Wall Street is Cutting Q4 Estimates. Not Good.
By admin_45 in Blog
Three “Data” items today:
#1: Wall Street analysts are starting to reduce their Q4 2021 S&P 500 corporate earnings estimates:
- On November 12th, the Street was at $51.00/share for Q4 S&P earnings.
- On November 19th, that estimate rose to $51.09/share (+0.2 percent).
- FactSet (the source of this data, link below) did not publish an update during the week of Thanksgiving.
- Last week, however, FactSet’s analysis shows that the Street has cut their Q4 estimate to $51.04/share.
If you’re thinking we’re making too much of a fuss about just a few pennies, just remember what happened in September. As the FactSet chart of 2021 and 2022 S&P 500 earnings estimates below shows, when the Street started to take numbers in September down US equities had a rough month (-4.8 percent that month). Once Q3 earnings reports started to come in ahead of expectations, the index promptly resumed its rally.

Takeaway: US stocks have rallied all year because earnings have exceeded expectations, so the minute the Street collectively wavers on current quarter earnings power the market runs into trouble. That is happening again right now and supports our thesis that December will be an uncharacteristically volatile end to the year. Given virus variant uncertainties around the world, we expect analysts to cut numbers between now and the end of the year.
#2: The prior point raises the question of whether the Street has it right about Q4 and is correct in cutting their estimates; we believe the answer is a resounding “No”.
First, the Street’s Q4 estimate of $51.04/share is 5.0 percent BELOW actual Q3 results of $53.86/share. We’ve seen analysts be cautious all year, so this is part of a larger pattern. Specifically:
- Keying off the prior point about Q3 earnings, analysts spent all of September wringing their hands and cutting their numbers.
- On October 1st, their aggregate earnings estimate for the S&P 500 was $48.89/share, 7.4 percent less than Q2’s actual $52.80/share.
- Q3 results came in at that $53.86/share we just mentioned, 10.2 percent better than expected.
Second, Q3 US GDP growth was pretty anemic (+2.1 percent) and we still saw the S&P 500 resoundingly beat estimates; Q4 GDP is running much hotter according to both the Atlanta Fed’s GDPNow model and Blue Chip economists. The latest on these estimates (link below):
- The most recent GDPNow estimate is looking for +9.7 percent real Q4 GDP growth, the highest number out of this model since the start of the quarter.
- The Blue Chip consensus is running just over 5 percent real GDP growth for Q4 and has been trending higher since the start of November.
Takeaway: heartening as this point is, it is not enough to say one can wade into the currently volatile US equity market and buy indiscriminately. We had exactly the same message back in September during the last round of estimate cuts: understand that there is very likely good news on the way in the form of strong corporate earnings, but those will hit the tape next month. Not now, and not in the next 3 weeks.
#3: Three thoughts on Friday’s Employment Situation report, which most commentators found odd because job growth was below expectations (+210,000 actual, +500,000 expected) but unemployment still fell (4.6 pct October, 4.2 pct November).
- We think it very likely that Chair Powell knew the rough contours of this report when he testified in front of Congress last week and said the Federal Reserve would be looking to taper its bond purchases. Inflation is driving marginal changes to the Fed’s thinking on policy now. The US labor market is fine, or at least “fine enough” to tighten.
- Average hourly earnings for all US workers grew by an annual rate of +4.8 percent, but that only matched October’s rate. Hourly wages for non-supervisory workers were up +4.9 percent from last year, but again what was basically the same as October (+5.0 pct). Wages, in other words, are both proving stickier than one might think in the current labor-short environment and are also not matching inflation (last CPI reading +6.2 pct).
- As we come up to the 2-year anniversary of the US labor market peak (152.5 million, February 2020), it’s important to remember that the American economy adds (conservatively) 750,000 workers a year due to population growth. Therefore, at 148.6 million jobs (as of November 2021), we’re not short 3.9 million positions (152.5 million minus that number). We’re short 3.9 million plus 1.5 million, or 5.4 million positions.
Takeaway: to our thinking, the most notable feature of Friday’s US Jobs Report was that wages are not keeping up with inflation, another reason the Fed is feeling the pressure to accelerate a shift to tighter monetary policy.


## WHAT TO DO:
Write out all of the records precisely. Skip anything that is a picture.

## RECORDS TO USE:
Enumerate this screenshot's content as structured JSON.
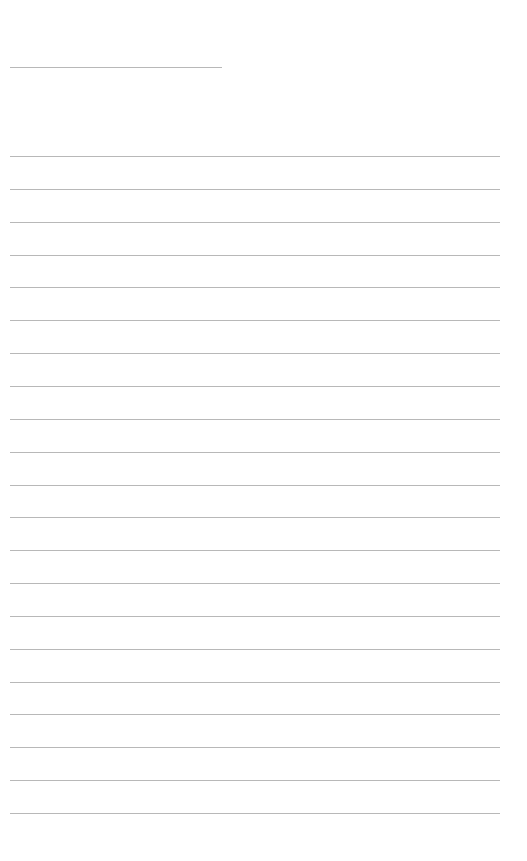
{
  "page": {
    "type": "lined-writing-sheet",
    "background_color": "#ffffff",
    "line_color": "#b8b8b8"
  },
  "title_line": {
    "label": "",
    "top": 67,
    "left": 10,
    "width": 212
  },
  "ruled_lines": {
    "count": 21,
    "first_top": 156,
    "spacing": 32.85,
    "left": 10,
    "width": 490
  }
}
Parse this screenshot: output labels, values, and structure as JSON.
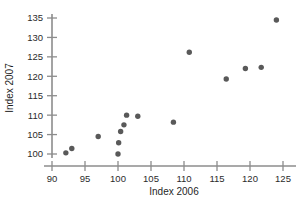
{
  "chart_data": {
    "type": "scatter",
    "title": "",
    "xlabel": "Index 2006",
    "ylabel": "Index 2007",
    "xlim": [
      89.0,
      125.8
    ],
    "ylim": [
      98.2,
      136.5
    ],
    "xticks": [
      90,
      95,
      100,
      105,
      110,
      115,
      120,
      125
    ],
    "xtick_labels": [
      "90",
      "95",
      "100",
      "105",
      "110",
      "115",
      "120",
      "125"
    ],
    "yticks": [
      100,
      105,
      110,
      115,
      120,
      125,
      130,
      135
    ],
    "ytick_labels": [
      "100",
      "105",
      "110",
      "115",
      "120",
      "125",
      "130",
      "135"
    ],
    "grid": false,
    "legend": false,
    "marker": "circle",
    "marker_color": "#595959",
    "axis_color": "#8c8c8c",
    "points": [
      {
        "x": 92.1,
        "y": 100.3
      },
      {
        "x": 93.0,
        "y": 101.4
      },
      {
        "x": 97.0,
        "y": 104.5
      },
      {
        "x": 100.0,
        "y": 100.0
      },
      {
        "x": 100.1,
        "y": 102.9
      },
      {
        "x": 100.4,
        "y": 105.8
      },
      {
        "x": 100.9,
        "y": 107.5
      },
      {
        "x": 101.3,
        "y": 110.0
      },
      {
        "x": 103.0,
        "y": 109.7
      },
      {
        "x": 108.4,
        "y": 108.2
      },
      {
        "x": 110.8,
        "y": 126.2
      },
      {
        "x": 116.4,
        "y": 119.3
      },
      {
        "x": 119.3,
        "y": 122.0
      },
      {
        "x": 121.7,
        "y": 122.3
      },
      {
        "x": 124.0,
        "y": 134.5
      }
    ]
  }
}
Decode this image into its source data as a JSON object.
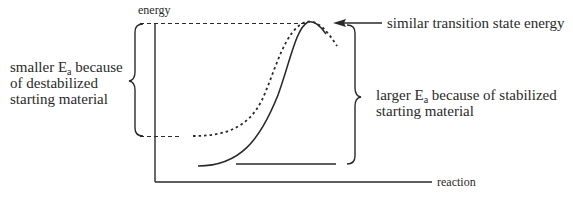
{
  "diagram": {
    "type": "reaction-energy-diagram",
    "axes": {
      "y_label": "energy",
      "x_label": "reaction"
    },
    "annotations": {
      "left": {
        "line1_prefix": "smaller E",
        "line1_sub": "a",
        "line1_suffix": " because",
        "line2": "of destabilized",
        "line3": "starting material"
      },
      "right": {
        "line1_prefix": "larger E",
        "line1_sub": "a",
        "line1_suffix": " because of stabilized",
        "line2": "starting material"
      },
      "top": "similar transition state energy"
    },
    "curves": [
      {
        "name": "destabilized-starting-material",
        "style": "dotted"
      },
      {
        "name": "stabilized-starting-material",
        "style": "solid"
      }
    ],
    "colors": {
      "line": "#2a2a2a",
      "background": "#ffffff"
    }
  }
}
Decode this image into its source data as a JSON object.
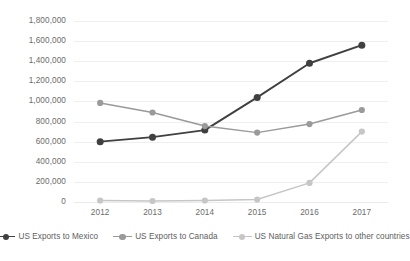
{
  "chart_data": {
    "type": "line",
    "title": "",
    "subtitle": "",
    "xlabel": "",
    "ylabel": "",
    "categories": [
      "2012",
      "2013",
      "2014",
      "2015",
      "2016",
      "2017"
    ],
    "x": [
      2012,
      2013,
      2014,
      2015,
      2016,
      2017
    ],
    "ylim": [
      0,
      1800000
    ],
    "ytick_step": 200000,
    "ytick_labels": [
      "1,800,000",
      "1,600,000",
      "1,400,000",
      "1,200,000",
      "1,000,000",
      "800,000",
      "600,000",
      "400,000",
      "200,000",
      "0"
    ],
    "ytick_values": [
      1800000,
      1600000,
      1400000,
      1200000,
      1000000,
      800000,
      600000,
      400000,
      200000,
      0
    ],
    "grid": true,
    "grid_axis": "y",
    "legend_position": "bottom",
    "markers": "circle",
    "series": [
      {
        "name": "US Exports to Mexico",
        "color": "#404040",
        "values": [
          600000,
          645000,
          715000,
          1040000,
          1380000,
          1560000
        ]
      },
      {
        "name": "US Exports to Canada",
        "color": "#9a9a9a",
        "values": [
          985000,
          890000,
          755000,
          690000,
          775000,
          915000
        ]
      },
      {
        "name": "US Natural Gas Exports to other countries",
        "color": "#c6c6c6",
        "values": [
          15000,
          10000,
          15000,
          25000,
          190000,
          700000
        ]
      }
    ]
  },
  "legend": {
    "items": [
      {
        "label": "US Exports to Mexico"
      },
      {
        "label": "US Exports to Canada"
      },
      {
        "label": "US Natural Gas Exports to other countries"
      }
    ]
  },
  "colors": {
    "series_mexico": "#404040",
    "series_canada": "#9a9a9a",
    "series_natural_gas": "#c6c6c6",
    "gridline": "#efefef",
    "text": "#6b6b6b",
    "background": "#ffffff"
  }
}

## RESULT OF THIS EXERCISE:
Enumerate this screenshot's content as structured JSON.
{
  "page": {
    "type": "lined-writing-sheet",
    "background_color": "#ffffff",
    "line_color": "#b8b8b8"
  },
  "title_line": {
    "label": "",
    "top": 67,
    "left": 10,
    "width": 212
  },
  "ruled_lines": {
    "count": 21,
    "first_top": 156,
    "spacing": 32.85,
    "left": 10,
    "width": 490
  }
}
Parse this screenshot: output labels, values, and structure as JSON.
{
  "chart_data": {
    "type": "scatter",
    "title": "",
    "xlabel": "Index 2006",
    "ylabel": "Index 2007",
    "xlim": [
      89.0,
      125.8
    ],
    "ylim": [
      98.2,
      136.5
    ],
    "xticks": [
      90,
      95,
      100,
      105,
      110,
      115,
      120,
      125
    ],
    "xtick_labels": [
      "90",
      "95",
      "100",
      "105",
      "110",
      "115",
      "120",
      "125"
    ],
    "yticks": [
      100,
      105,
      110,
      115,
      120,
      125,
      130,
      135
    ],
    "ytick_labels": [
      "100",
      "105",
      "110",
      "115",
      "120",
      "125",
      "130",
      "135"
    ],
    "grid": false,
    "legend": false,
    "marker": "circle",
    "marker_color": "#595959",
    "axis_color": "#8c8c8c",
    "points": [
      {
        "x": 92.1,
        "y": 100.3
      },
      {
        "x": 93.0,
        "y": 101.4
      },
      {
        "x": 97.0,
        "y": 104.5
      },
      {
        "x": 100.0,
        "y": 100.0
      },
      {
        "x": 100.1,
        "y": 102.9
      },
      {
        "x": 100.4,
        "y": 105.8
      },
      {
        "x": 100.9,
        "y": 107.5
      },
      {
        "x": 101.3,
        "y": 110.0
      },
      {
        "x": 103.0,
        "y": 109.7
      },
      {
        "x": 108.4,
        "y": 108.2
      },
      {
        "x": 110.8,
        "y": 126.2
      },
      {
        "x": 116.4,
        "y": 119.3
      },
      {
        "x": 119.3,
        "y": 122.0
      },
      {
        "x": 121.7,
        "y": 122.3
      },
      {
        "x": 124.0,
        "y": 134.5
      }
    ]
  }
}
Decode this image into its source data as a JSON object.
{
  "diagram": {
    "type": "reaction-energy-diagram",
    "axes": {
      "y_label": "energy",
      "x_label": "reaction"
    },
    "annotations": {
      "left": {
        "line1_prefix": "smaller E",
        "line1_sub": "a",
        "line1_suffix": " because",
        "line2": "of destabilized",
        "line3": "starting material"
      },
      "right": {
        "line1_prefix": "larger E",
        "line1_sub": "a",
        "line1_suffix": " because of stabilized",
        "line2": "starting material"
      },
      "top": "similar transition state energy"
    },
    "curves": [
      {
        "name": "destabilized-starting-material",
        "style": "dotted"
      },
      {
        "name": "stabilized-starting-material",
        "style": "solid"
      }
    ],
    "colors": {
      "line": "#2a2a2a",
      "background": "#ffffff"
    }
  }
}
Decode this image into its source data as a JSON object.
{
  "chart_data": {
    "type": "line",
    "title": "",
    "subtitle": "",
    "xlabel": "",
    "ylabel": "",
    "categories": [
      "2012",
      "2013",
      "2014",
      "2015",
      "2016",
      "2017"
    ],
    "x": [
      2012,
      2013,
      2014,
      2015,
      2016,
      2017
    ],
    "ylim": [
      0,
      1800000
    ],
    "ytick_step": 200000,
    "ytick_labels": [
      "1,800,000",
      "1,600,000",
      "1,400,000",
      "1,200,000",
      "1,000,000",
      "800,000",
      "600,000",
      "400,000",
      "200,000",
      "0"
    ],
    "ytick_values": [
      1800000,
      1600000,
      1400000,
      1200000,
      1000000,
      800000,
      600000,
      400000,
      200000,
      0
    ],
    "grid": true,
    "grid_axis": "y",
    "legend_position": "bottom",
    "markers": "circle",
    "series": [
      {
        "name": "US Exports to Mexico",
        "color": "#404040",
        "values": [
          600000,
          645000,
          715000,
          1040000,
          1380000,
          1560000
        ]
      },
      {
        "name": "US Exports to Canada",
        "color": "#9a9a9a",
        "values": [
          985000,
          890000,
          755000,
          690000,
          775000,
          915000
        ]
      },
      {
        "name": "US Natural Gas Exports to other countries",
        "color": "#c6c6c6",
        "values": [
          15000,
          10000,
          15000,
          25000,
          190000,
          700000
        ]
      }
    ]
  },
  "legend": {
    "items": [
      {
        "label": "US Exports to Mexico"
      },
      {
        "label": "US Exports to Canada"
      },
      {
        "label": "US Natural Gas Exports to other countries"
      }
    ]
  },
  "colors": {
    "series_mexico": "#404040",
    "series_canada": "#9a9a9a",
    "series_natural_gas": "#c6c6c6",
    "gridline": "#efefef",
    "text": "#6b6b6b",
    "background": "#ffffff"
  }
}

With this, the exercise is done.